Lot Essay
Femmes aux perroquets is one of a group of ceramic works made using Léger's designs following his discovery of the medium in the early 1950s. It was through Roger Brice, one of his former students and a master ceramicist, that he had come to understand the potential of ceramics to enlarge his own images, resulting in murals that allowed him to present his images on a vast scale, as he had already done in works in other media such as mosaic. Brice and his son Claude, also one of Léger's students, were instrumental in assisting the artist to create these vast works such as Femmes au perroquet, meaning that the incredibly socially-minded artist was able to bring color and happiness to even greater numbers of people. Léger's desire to improve the surroundings of as many people as possible through his art is fulfilled in the fact that several versions of Femmes au perroquet in various media adorn public institutions such as the Yale University Art Gallery, the Pérez Art Museum, Miami and the Musée Fernand Léger in Biot itself, which houses the black and white ceramic example from 1951. A variant was acquired the following year by the legendary restaurant, the Colombe d'Or, at Saint-Paul-de-Vence.
Femmes au perroquet, Léger's infectious sense of fun is palpable in the wide, open faces of the figures within the composition and especially the bird itself. A sense of dynamism is introduced by the ambiguous leaves or feathers which appear to be gracefully fluttering down the composition. Léger's restrained palette adds to the vitality of the picture: rendered in black, white and a vivid orange, it has all the more striking a visual impact.
Femmes au perroquet appears to have taken as its inspiration a subject that had appeared in Composition aux deux perroquets, a monumental canvas that Léger painted in 1935-1939 which is now in the collection of the Centre Georges Pompidou, Paris (Bauquier, no. 881; fig. 1). A more directly similar group to the figures holding the bird in Femmes au perroquet was shown in a large gouache which was sold by Christie's in 2008 (fig. 2). However, where in those two works Léger was clearly playing with a range of volumetric forms, rendered through tonal variations in his colors, in Les femmes au perroquet he has abandoned such illusionism, instead harnessing the rich visual effect of the deep, glowing red background, the bold black outlines and the brilliant white of the monumental figures, bird and trees.
Femmes au perroquet, Léger's infectious sense of fun is palpable in the wide, open faces of the figures within the composition and especially the bird itself. A sense of dynamism is introduced by the ambiguous leaves or feathers which appear to be gracefully fluttering down the composition. Léger's restrained palette adds to the vitality of the picture: rendered in black, white and a vivid orange, it has all the more striking a visual impact.
Femmes au perroquet appears to have taken as its inspiration a subject that had appeared in Composition aux deux perroquets, a monumental canvas that Léger painted in 1935-1939 which is now in the collection of the Centre Georges Pompidou, Paris (Bauquier, no. 881; fig. 1). A more directly similar group to the figures holding the bird in Femmes au perroquet was shown in a large gouache which was sold by Christie's in 2008 (fig. 2). However, where in those two works Léger was clearly playing with a range of volumetric forms, rendered through tonal variations in his colors, in Les femmes au perroquet he has abandoned such illusionism, instead harnessing the rich visual effect of the deep, glowing red background, the bold black outlines and the brilliant white of the monumental figures, bird and trees.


What the exercise asks -
Check each line below for the word "need" and give the count alone.

── Provided entries ──

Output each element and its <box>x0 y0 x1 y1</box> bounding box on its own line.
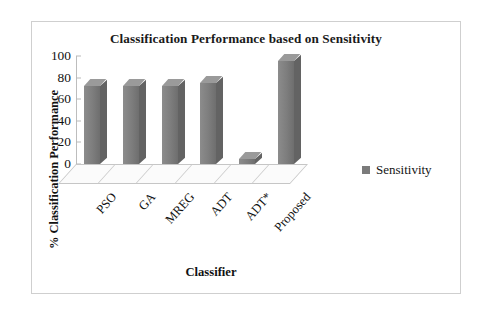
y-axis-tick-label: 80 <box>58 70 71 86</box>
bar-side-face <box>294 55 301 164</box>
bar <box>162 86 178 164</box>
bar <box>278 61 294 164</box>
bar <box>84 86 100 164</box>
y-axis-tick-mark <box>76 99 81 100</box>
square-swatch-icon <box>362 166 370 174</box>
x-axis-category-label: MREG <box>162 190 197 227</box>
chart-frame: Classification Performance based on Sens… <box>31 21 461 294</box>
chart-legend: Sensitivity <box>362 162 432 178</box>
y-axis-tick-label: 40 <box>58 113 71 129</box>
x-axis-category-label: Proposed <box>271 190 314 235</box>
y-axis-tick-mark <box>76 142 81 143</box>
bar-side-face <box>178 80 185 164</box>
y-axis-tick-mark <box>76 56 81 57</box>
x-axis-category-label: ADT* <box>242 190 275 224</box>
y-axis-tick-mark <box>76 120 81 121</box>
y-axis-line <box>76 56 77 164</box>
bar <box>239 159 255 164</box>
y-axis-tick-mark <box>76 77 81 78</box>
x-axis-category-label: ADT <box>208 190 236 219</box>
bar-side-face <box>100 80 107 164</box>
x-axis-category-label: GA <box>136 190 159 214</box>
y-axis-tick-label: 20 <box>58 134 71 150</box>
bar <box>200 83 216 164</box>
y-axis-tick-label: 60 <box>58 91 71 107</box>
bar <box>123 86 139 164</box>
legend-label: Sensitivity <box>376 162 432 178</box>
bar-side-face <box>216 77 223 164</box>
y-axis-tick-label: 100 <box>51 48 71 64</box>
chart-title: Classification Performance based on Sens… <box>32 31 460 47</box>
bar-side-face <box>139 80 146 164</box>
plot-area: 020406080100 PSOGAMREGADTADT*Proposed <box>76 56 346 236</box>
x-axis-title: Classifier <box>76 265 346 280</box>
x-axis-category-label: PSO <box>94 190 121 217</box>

───
── Provided entries ──

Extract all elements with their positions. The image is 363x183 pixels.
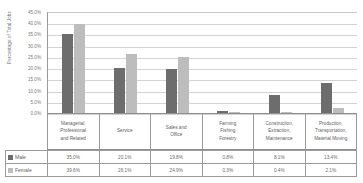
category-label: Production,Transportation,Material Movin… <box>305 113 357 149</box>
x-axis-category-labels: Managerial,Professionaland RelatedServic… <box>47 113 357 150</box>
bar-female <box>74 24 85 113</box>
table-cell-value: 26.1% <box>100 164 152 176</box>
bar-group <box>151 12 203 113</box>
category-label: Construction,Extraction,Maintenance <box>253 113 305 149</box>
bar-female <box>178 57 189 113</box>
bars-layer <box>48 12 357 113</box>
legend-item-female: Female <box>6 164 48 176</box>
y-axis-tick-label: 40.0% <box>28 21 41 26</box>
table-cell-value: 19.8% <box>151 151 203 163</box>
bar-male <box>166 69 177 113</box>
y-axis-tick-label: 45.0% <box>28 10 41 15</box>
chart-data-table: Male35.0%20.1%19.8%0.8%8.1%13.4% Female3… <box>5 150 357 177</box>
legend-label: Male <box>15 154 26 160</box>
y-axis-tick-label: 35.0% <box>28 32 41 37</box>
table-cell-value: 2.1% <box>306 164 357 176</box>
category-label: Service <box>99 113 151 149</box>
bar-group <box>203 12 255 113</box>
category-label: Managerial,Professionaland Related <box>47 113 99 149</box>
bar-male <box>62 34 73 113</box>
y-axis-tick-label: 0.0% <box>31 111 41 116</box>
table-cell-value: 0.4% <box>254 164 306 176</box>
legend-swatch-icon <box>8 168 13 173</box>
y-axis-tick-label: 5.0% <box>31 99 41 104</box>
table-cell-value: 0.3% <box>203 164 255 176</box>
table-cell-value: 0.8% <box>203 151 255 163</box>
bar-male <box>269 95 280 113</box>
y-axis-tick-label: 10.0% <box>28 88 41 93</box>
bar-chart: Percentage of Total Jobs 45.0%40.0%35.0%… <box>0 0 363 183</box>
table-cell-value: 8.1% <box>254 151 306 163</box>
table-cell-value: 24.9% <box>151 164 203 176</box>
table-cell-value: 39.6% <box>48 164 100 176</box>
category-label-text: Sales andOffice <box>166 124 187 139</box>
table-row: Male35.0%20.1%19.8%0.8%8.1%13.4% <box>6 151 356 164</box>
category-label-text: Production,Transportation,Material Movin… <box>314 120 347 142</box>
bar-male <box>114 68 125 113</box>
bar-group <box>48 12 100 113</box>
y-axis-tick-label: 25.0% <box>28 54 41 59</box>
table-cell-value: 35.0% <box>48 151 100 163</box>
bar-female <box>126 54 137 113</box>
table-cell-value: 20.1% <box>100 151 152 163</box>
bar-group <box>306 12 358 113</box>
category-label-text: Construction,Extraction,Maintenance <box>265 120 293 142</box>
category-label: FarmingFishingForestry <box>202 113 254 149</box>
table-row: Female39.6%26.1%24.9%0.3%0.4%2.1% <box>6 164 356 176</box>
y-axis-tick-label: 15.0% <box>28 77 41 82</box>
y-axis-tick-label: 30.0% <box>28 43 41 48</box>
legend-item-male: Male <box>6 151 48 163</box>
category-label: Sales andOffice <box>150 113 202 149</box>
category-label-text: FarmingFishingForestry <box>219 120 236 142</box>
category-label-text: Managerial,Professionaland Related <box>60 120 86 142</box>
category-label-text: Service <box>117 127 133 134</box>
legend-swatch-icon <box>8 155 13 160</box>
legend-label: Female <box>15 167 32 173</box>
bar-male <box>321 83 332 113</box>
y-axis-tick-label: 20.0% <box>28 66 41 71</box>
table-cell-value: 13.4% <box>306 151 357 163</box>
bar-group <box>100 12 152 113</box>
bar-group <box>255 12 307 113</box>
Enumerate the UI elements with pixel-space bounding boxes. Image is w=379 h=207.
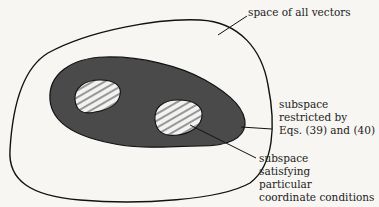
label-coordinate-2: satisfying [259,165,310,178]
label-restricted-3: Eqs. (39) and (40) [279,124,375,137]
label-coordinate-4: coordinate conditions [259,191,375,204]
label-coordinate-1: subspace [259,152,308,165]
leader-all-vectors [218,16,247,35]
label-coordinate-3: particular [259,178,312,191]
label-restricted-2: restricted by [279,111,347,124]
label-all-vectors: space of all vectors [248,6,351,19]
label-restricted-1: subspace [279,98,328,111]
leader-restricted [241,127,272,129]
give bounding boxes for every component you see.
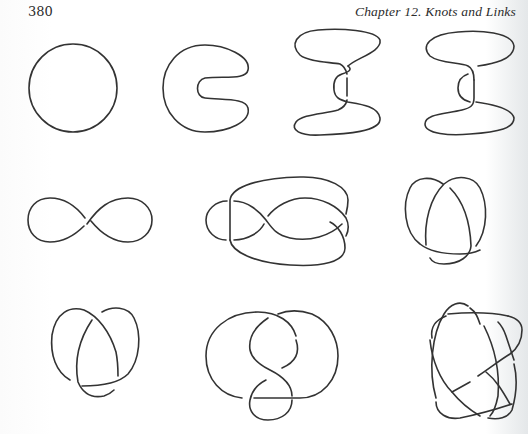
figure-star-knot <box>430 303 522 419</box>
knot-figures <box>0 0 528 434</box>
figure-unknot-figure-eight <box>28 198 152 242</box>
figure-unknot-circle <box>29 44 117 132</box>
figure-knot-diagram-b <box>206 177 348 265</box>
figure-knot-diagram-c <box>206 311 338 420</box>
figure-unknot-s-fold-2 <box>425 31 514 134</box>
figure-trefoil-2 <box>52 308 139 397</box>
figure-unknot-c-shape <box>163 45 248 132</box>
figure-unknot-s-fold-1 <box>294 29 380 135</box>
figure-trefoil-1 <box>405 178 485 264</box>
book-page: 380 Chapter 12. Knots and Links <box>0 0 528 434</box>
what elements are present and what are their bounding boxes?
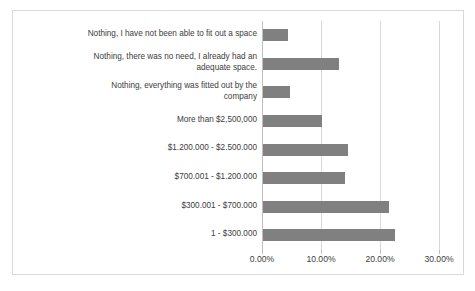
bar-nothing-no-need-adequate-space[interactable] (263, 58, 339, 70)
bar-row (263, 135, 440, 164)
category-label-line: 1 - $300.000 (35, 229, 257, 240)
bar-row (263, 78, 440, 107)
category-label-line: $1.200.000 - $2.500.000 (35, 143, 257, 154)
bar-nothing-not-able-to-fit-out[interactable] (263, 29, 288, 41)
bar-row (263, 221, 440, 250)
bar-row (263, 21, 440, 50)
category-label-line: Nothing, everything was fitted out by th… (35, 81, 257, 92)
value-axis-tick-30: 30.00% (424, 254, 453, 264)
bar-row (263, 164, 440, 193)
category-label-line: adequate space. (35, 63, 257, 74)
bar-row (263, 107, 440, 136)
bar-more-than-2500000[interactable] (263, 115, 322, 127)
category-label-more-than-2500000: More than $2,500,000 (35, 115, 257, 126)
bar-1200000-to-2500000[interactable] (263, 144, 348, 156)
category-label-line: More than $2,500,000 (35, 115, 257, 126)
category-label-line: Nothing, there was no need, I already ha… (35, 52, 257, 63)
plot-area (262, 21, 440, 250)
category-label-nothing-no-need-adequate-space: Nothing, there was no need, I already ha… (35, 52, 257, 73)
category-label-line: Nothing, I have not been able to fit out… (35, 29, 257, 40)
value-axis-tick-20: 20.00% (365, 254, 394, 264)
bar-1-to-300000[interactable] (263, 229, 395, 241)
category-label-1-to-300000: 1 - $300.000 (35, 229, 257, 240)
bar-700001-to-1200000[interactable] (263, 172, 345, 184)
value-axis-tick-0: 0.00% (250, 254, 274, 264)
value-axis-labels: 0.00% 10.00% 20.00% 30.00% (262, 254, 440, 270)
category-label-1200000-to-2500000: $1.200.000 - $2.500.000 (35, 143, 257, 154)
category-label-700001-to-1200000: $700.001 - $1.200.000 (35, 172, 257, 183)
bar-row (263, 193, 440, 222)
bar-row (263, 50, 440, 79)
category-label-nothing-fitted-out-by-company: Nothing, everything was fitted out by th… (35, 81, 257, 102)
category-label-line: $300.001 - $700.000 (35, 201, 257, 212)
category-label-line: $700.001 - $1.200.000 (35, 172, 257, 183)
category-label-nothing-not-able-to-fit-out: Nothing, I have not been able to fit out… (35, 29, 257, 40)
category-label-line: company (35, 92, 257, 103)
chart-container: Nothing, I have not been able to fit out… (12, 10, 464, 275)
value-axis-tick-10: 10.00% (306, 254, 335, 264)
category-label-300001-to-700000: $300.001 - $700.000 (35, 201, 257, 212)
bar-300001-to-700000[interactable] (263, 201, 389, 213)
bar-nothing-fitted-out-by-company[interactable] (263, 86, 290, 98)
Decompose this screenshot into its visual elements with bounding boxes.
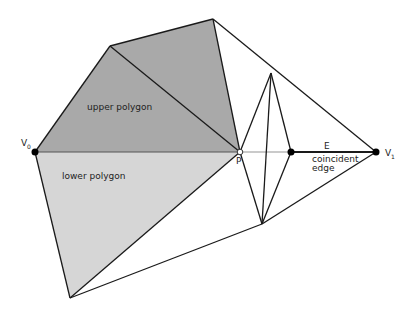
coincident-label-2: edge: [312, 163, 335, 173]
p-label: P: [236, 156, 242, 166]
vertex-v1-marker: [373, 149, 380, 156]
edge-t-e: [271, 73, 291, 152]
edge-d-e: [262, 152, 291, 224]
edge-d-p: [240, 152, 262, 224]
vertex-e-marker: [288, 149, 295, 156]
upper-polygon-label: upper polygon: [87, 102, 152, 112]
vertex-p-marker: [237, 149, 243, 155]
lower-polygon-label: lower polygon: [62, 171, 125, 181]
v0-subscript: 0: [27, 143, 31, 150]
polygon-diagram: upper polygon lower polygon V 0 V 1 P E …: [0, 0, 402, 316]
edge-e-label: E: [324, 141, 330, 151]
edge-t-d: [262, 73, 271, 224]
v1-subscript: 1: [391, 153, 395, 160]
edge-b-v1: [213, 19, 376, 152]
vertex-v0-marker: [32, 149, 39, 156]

───

Output of the exercise -
3